Why does Rumpelstiltskin want your first-born?
This never made any sense to me. Why would Rumpelstiltskin want a child? What benefit does he get from that? If he needed a child for labor, or for adorable faces and cooing, or for baking into pies (because, sometimes that’s a thing in fairy tales), couldn’t he just get an orphan right away, instead of having to wait years for one woman to have a baby? Did the Germans (I think Rumpelstiltskin is a German tale?) think first-borns have some kind of magical power? Or that was a common thing to trade in their culture? Why not “give me 3 years of hard, manual labor” or “give me the map to El Dorado” or something that seemed to have an actual benefit to Rumpelstiltskin, not just a downside to whomever makes the deal?
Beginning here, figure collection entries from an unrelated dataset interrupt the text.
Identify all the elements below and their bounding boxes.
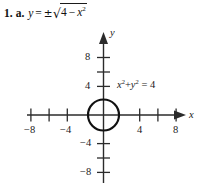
- y-tick-label-pos8: 8: [85, 52, 90, 63]
- problem-statement: 1.a.y=±√4−x2: [4, 4, 204, 24]
- y-tick-label-neg8: −8: [80, 167, 91, 178]
- x-axis-label: x: [189, 110, 194, 121]
- radical-expression: √4−x2: [53, 4, 87, 21]
- y-tick-label-neg4: −4: [80, 138, 91, 149]
- problem-number: 1.: [4, 7, 13, 19]
- x-tick-label-pos4: 4: [137, 125, 142, 136]
- problem-part-letter: a.: [16, 7, 25, 19]
- curve-equation-label: x2+y2 = 4: [117, 80, 155, 91]
- equation-lhs: y: [28, 7, 33, 19]
- x-tick-label-neg4: −4: [60, 125, 71, 136]
- coordinate-graph: x y −8 −4 4 8 8 4 −4 −8 x2+y2 = 4: [0, 22, 206, 183]
- radicand-operator: −: [69, 6, 76, 18]
- radicand-exponent: 2: [82, 5, 86, 13]
- curve-label-value: 4: [150, 79, 155, 90]
- plus-minus-sign: ±: [44, 7, 53, 19]
- y-axis-arrow-icon: [99, 32, 108, 44]
- radicand: 4−x2: [60, 3, 87, 20]
- curve-label-y-exponent: 2: [136, 78, 139, 85]
- graph-svg: [0, 22, 206, 183]
- y-tick-label-pos4: 4: [85, 81, 90, 92]
- radicand-constant: 4: [61, 6, 67, 18]
- curve-label-equals: =: [141, 79, 147, 90]
- x-tick-label-neg8: −8: [24, 125, 35, 136]
- equation-equals: =: [35, 7, 42, 19]
- x-tick-label-pos8: 8: [173, 125, 178, 136]
- y-axis-label: y: [110, 28, 115, 39]
- figure-page: 1.a.y=±√4−x2: [0, 0, 206, 183]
Or… What’s going on where Rumpelstiltskin says “Give me your first born”?
Observing members:
0
Composing members:
0
5 Answers
If you sacrifice the first born of your children to the ghost of your ancestors (early middle east and lower Europe), your family would stay strong and vibrant.
Judaic, and later, Christian thought replaced the sacrifice with rituals and animal sacrifice.
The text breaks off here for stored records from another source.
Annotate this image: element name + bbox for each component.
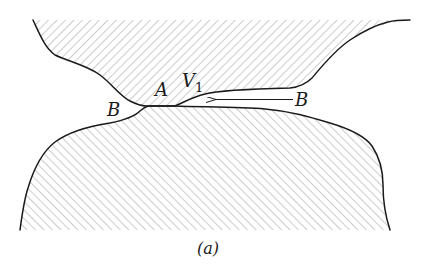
upper-body-fill [33,20,410,106]
label-v-subscript: 1 [195,80,203,95]
lower-body [20,106,390,230]
upper-body [33,20,410,106]
label-a: A [153,79,168,100]
contact-diagram: B A V1 B (a) [0,0,423,274]
label-left-b: B [106,99,120,120]
label-right-b: B [294,89,308,110]
figure-caption: (a) [197,239,219,258]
Rumpelstiltskin is going to use the firstborn to steal the power of your family using old, pre-Christian magical traditions to make it his own.
“No, a living thing is more dear to me than all the treasures of the earth.” Rumpelstiltskin says why he wants to take the child from the greedy King and Queen who would give up her own child.
I don’t remember clearly, but seems to me he was blackmailing the king and he queen somehow.It wasn’t about the rituals…
According to tradition, fairies are unable to have healthy children of their own, which is why they steal human babies and leave changelings in their place. Presumably a first-born child is more wanted and therefore more valuable?